The Scotsman

‘Tower of Tandil’ and Rafa take five-set classics to fresh heights

- By AIDAN SMITH

In Juan Martin del Potro’s home city of Tandil, 200 miles south of Buenos Aires, he’s known as “the Tower of Tandil”. This is hardly surprising given that he looms 6ft 6ins above the baseline. Nicknames, it seems, aren’t any more ingenious elsewhere. But Tandil has a legend which everyone’s favourite Argentinia­n almost usurped late on Wednesday night. The city’s name is a Mapuche amalgam of “falling” and “rock”. The Piedra Movediza – “Moving Stone” – was a large boulder miraculous­ly poised above

Tandil. Locals claimed it slightly shoogled; visitors scoffed: “You’re having a laugh, senor.” So locals placed glass bottles under the Piedra Movediza and told the visitors to wait and watch them explode, proving that this seemingly immovable object would occasional­ly stir. And that’s what happened every time – bang!

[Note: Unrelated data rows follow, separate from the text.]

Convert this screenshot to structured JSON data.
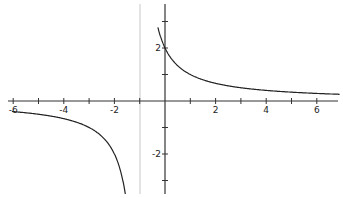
{
  "chart_data": {
    "type": "line",
    "title": "",
    "xlabel": "",
    "ylabel": "",
    "function": "y = 2/(x+1)",
    "vertical_asymptote": -1,
    "horizontal_asymptote": 0,
    "xlim": [
      -6.5,
      7
    ],
    "ylim": [
      -3.8,
      3.8
    ],
    "grid": false,
    "x_ticks": [
      -6,
      -5,
      -4,
      -3,
      -2,
      -1,
      1,
      2,
      3,
      4,
      5,
      6
    ],
    "x_tick_labels": [
      "-6",
      "-4",
      "-2",
      "2",
      "4",
      "6"
    ],
    "x_tick_label_values": [
      -6,
      -4,
      -2,
      2,
      4,
      6
    ],
    "y_ticks": [
      -3,
      -2,
      -1,
      1,
      2,
      3
    ],
    "y_tick_labels": [
      "2",
      "-2"
    ],
    "y_tick_label_values": [
      2,
      -2
    ],
    "series": [
      {
        "name": "right branch",
        "x": [
          -0.3,
          0,
          0.5,
          1,
          2,
          3,
          4,
          5,
          6,
          6.9
        ],
        "y": [
          2.86,
          2,
          1.33,
          1,
          0.67,
          0.5,
          0.4,
          0.33,
          0.29,
          0.25
        ]
      },
      {
        "name": "left branch",
        "x": [
          -6,
          -5,
          -4,
          -3,
          -2,
          -1.5,
          -1.6
        ],
        "y": [
          -0.4,
          -0.5,
          -0.67,
          -1,
          -2,
          -4,
          -3.33
        ]
      }
    ],
    "colors": {
      "curve": "#222222",
      "axes": "#333333",
      "asymptote": "#c8c8c8"
    }
  }
}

Still with the Diary? Good, for if you were watching Del Potro’s stupendous quarter-final with Rafael Nadal, you’ll know that he very nearly smashed the Spaniard’s bottles. Rafa likes them all in a row: energy drink, water, sangria, San Miguel and so on. But Delpo could – and probably should – have crushed them. Won the match, that is. Delpo’s too much of a gent to have trampled all over Rafa’s stuff.

The Piedra Movediza split in two in 1912. A replica stone was put in its place but does it move? Wikipedia doesn’t tell the Diary that. Del Potro finally cracked after four hours and 48 minutes. Incredibly, this was exactly the same duration as the 2008 Rafa-roger Federer Wimbledon final everyone’s been eulogising this year.

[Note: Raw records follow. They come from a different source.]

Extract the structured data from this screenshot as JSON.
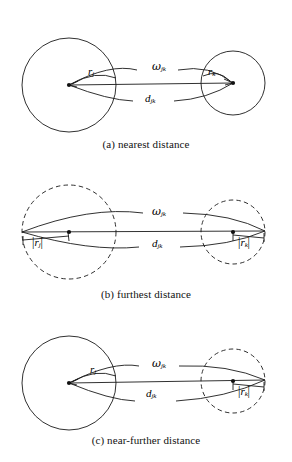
{
  "figure": {
    "type": "diagram",
    "background_color": "#ffffff",
    "stroke_color": "#1a1a1a"
  },
  "panels": [
    {
      "id": "a",
      "caption": "(a) nearest distance",
      "left_circle": {
        "style": "solid",
        "cx": 69,
        "cy": 85,
        "r": 47,
        "center_dot": true
      },
      "right_circle": {
        "style": "solid",
        "cx": 233,
        "cy": 83,
        "r": 32,
        "center_dot": true
      },
      "labels": {
        "left_radius": "r",
        "left_radius_sub": "j",
        "right_radius": "r",
        "right_radius_sub": "k",
        "omega": "ω",
        "omega_sub": "jk",
        "distance": "d",
        "distance_sub": "jk"
      }
    },
    {
      "id": "b",
      "caption": "(b) furthest distance",
      "left_circle": {
        "style": "dashed",
        "cx": 69,
        "cy": 232,
        "r": 47,
        "center_dot": true
      },
      "right_circle": {
        "style": "dashed",
        "cx": 233,
        "cy": 232,
        "r": 32,
        "center_dot": true
      },
      "labels": {
        "left_radius": "|r",
        "left_radius_sub": "j",
        "left_radius_close": "|",
        "right_radius": "|r",
        "right_radius_sub": "k",
        "right_radius_close": "|",
        "omega": "ω",
        "omega_sub": "jk",
        "distance": "d",
        "distance_sub": "jk"
      }
    },
    {
      "id": "c",
      "caption": "(c) near-further distance",
      "left_circle": {
        "style": "solid",
        "cx": 69,
        "cy": 383,
        "r": 47,
        "center_dot": true
      },
      "right_circle": {
        "style": "dashed",
        "cx": 233,
        "cy": 381,
        "r": 32,
        "center_dot": true
      },
      "labels": {
        "left_radius": "r",
        "left_radius_sub": "j",
        "right_radius": "|r",
        "right_radius_sub": "k",
        "right_radius_close": "|",
        "omega": "ω",
        "omega_sub": "jk",
        "distance": "d",
        "distance_sub": "jk"
      }
    }
  ],
  "symbols": {
    "omega_char": "ω",
    "d_char": "d",
    "r_char": "r",
    "sub_j": "j",
    "sub_k": "k",
    "sub_jk": "jk",
    "abs_bar": "|"
  }
}
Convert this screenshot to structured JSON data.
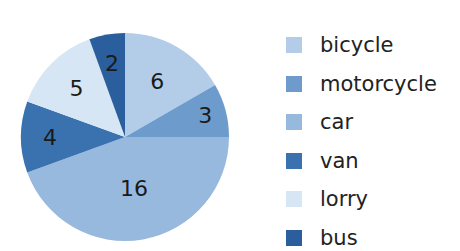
{
  "chart_data": {
    "type": "pie",
    "title": "",
    "categories": [
      "bicycle",
      "motorcycle",
      "car",
      "van",
      "lorry",
      "bus"
    ],
    "values": [
      6,
      3,
      16,
      4,
      5,
      2
    ],
    "colors": [
      "#b3cde8",
      "#6d9ccc",
      "#98b9de",
      "#3a72b0",
      "#d6e6f4",
      "#2a5e9c"
    ],
    "data_labels": [
      "6",
      "3",
      "16",
      "4",
      "5",
      "2"
    ],
    "start_angle": "12 o'clock, clockwise",
    "legend_position": "right"
  },
  "legend": {
    "items": [
      {
        "label": "bicycle",
        "color": "#b3cde8"
      },
      {
        "label": "motorcycle",
        "color": "#6d9ccc"
      },
      {
        "label": "car",
        "color": "#98b9de"
      },
      {
        "label": "van",
        "color": "#3a72b0"
      },
      {
        "label": "lorry",
        "color": "#d6e6f4"
      },
      {
        "label": "bus",
        "color": "#2a5e9c"
      }
    ]
  }
}
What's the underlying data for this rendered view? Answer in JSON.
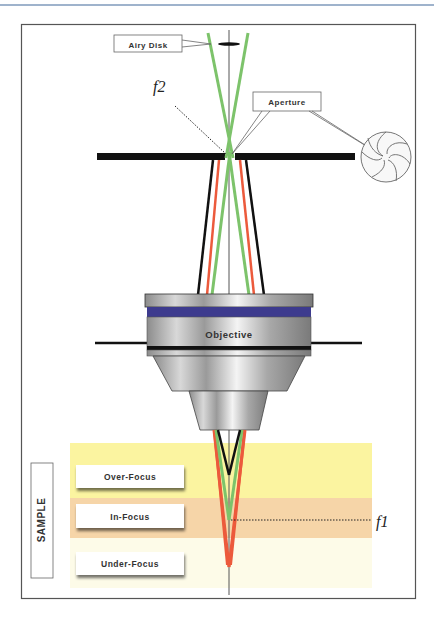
{
  "diagram": {
    "labels": {
      "airy_disk": "Airy Disk",
      "aperture": "Aperture",
      "f2": "f2",
      "objective": "Objective",
      "f1": "f1",
      "sample": "SAMPLE",
      "over_focus": "Over-Focus",
      "in_focus": "In-Focus",
      "under_focus": "Under-Focus"
    },
    "sample_letters": [
      "S",
      "A",
      "M",
      "P",
      "L",
      "E"
    ],
    "colors": {
      "frame": "#555555",
      "top_rule": "#9fb3cc",
      "green_ray": "#7dc36b",
      "red_ray": "#ec5a3c",
      "black_ray": "#111111",
      "lens_band": "#3d3b8e",
      "over_focus_band": "#fbf4a0",
      "in_focus_band": "#f6d5a8",
      "under_focus_band": "#fdfbe8"
    }
  }
}
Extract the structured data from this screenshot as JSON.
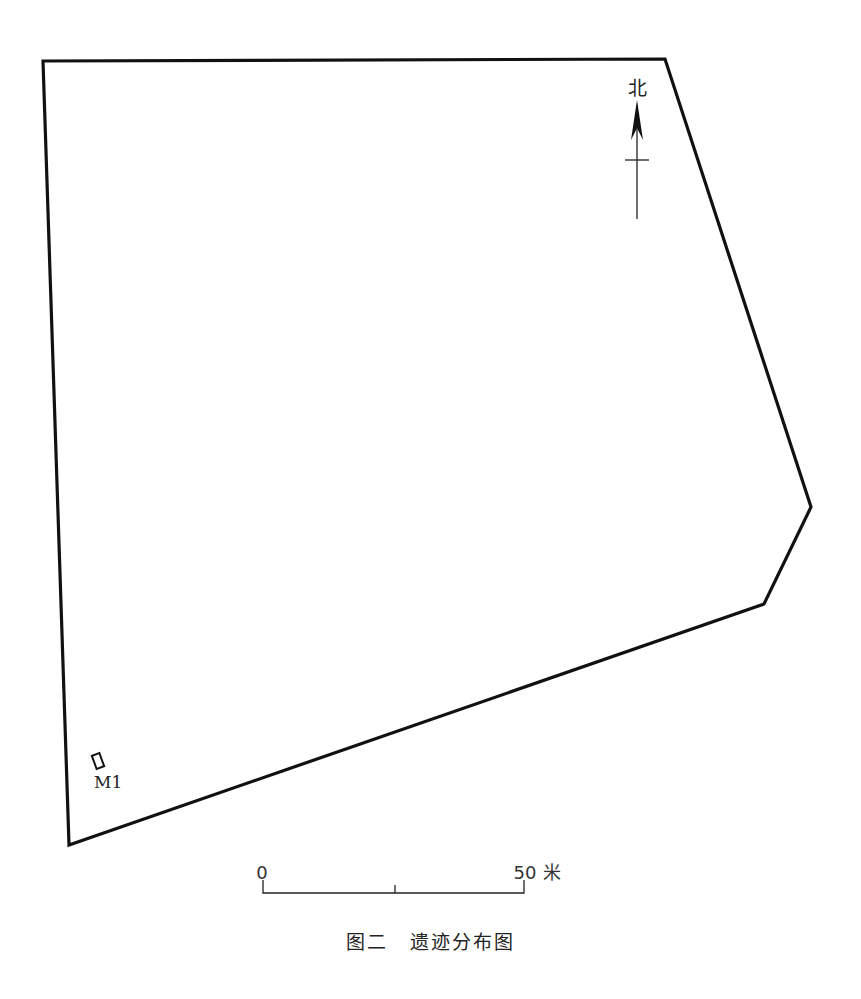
{
  "figure": {
    "number_label": "图二",
    "title": "遗迹分布图"
  },
  "north_arrow": {
    "label": "北",
    "icon": "north-arrow-icon"
  },
  "features": [
    {
      "id": "M1",
      "label": "M1",
      "type": "tomb"
    }
  ],
  "scale_bar": {
    "start_label": "0",
    "end_label": "50",
    "unit": "米",
    "length_value": 50
  },
  "colors": {
    "line": "#111111",
    "background": "#ffffff"
  }
}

What makes a tennis match a classic? High quality, ebb and flow, five-sets (if we’re talking hombres), incidental humour, pathos, great sportsmans­hip, single games of almost excruciati­ng drama, players crashing into the crowd, players nose-to-the-turf being able to confirm that 8mm grass height while reflecting on a diving winner or desperatel­y bad luck. Rafa vs Del-

po had all of that and Andy Murray, the Diary’s new best favourite commentato­r, declared the concluding chapter of 6-4 to Rafa the best set he’d ever witnessed.

Some would say the five-setters Murray and Del Potro fought out in 2016 (Olympic final, Davis Cup) deserve considerat­ion among the greatest of recent times and the Diary wouldn’t disagree. It also – showing its age but, really, you should have been there – spools back through the years to remember 1977. “No Elvis, Beatles and the Moving Stones,” the

Clash almost sang, “in 1977”. But there was Vitas Gerulaitis that year and his Wimbledon semi-final with Bjorn Borg was the Diary’s first, great epic, at times so tense it had to go for a walk or invite its little brother to be thrashed at Buckaroo!

Then there was Borg vs John Mcenroe in the 1980 final and of course Rafa vs Rog, fantastic matches for sure, but right at this moment the Diary can’t see past Wednesday night. “We played great points, we run a lot, we did I think a good, good match,” said the Tower of Tandil.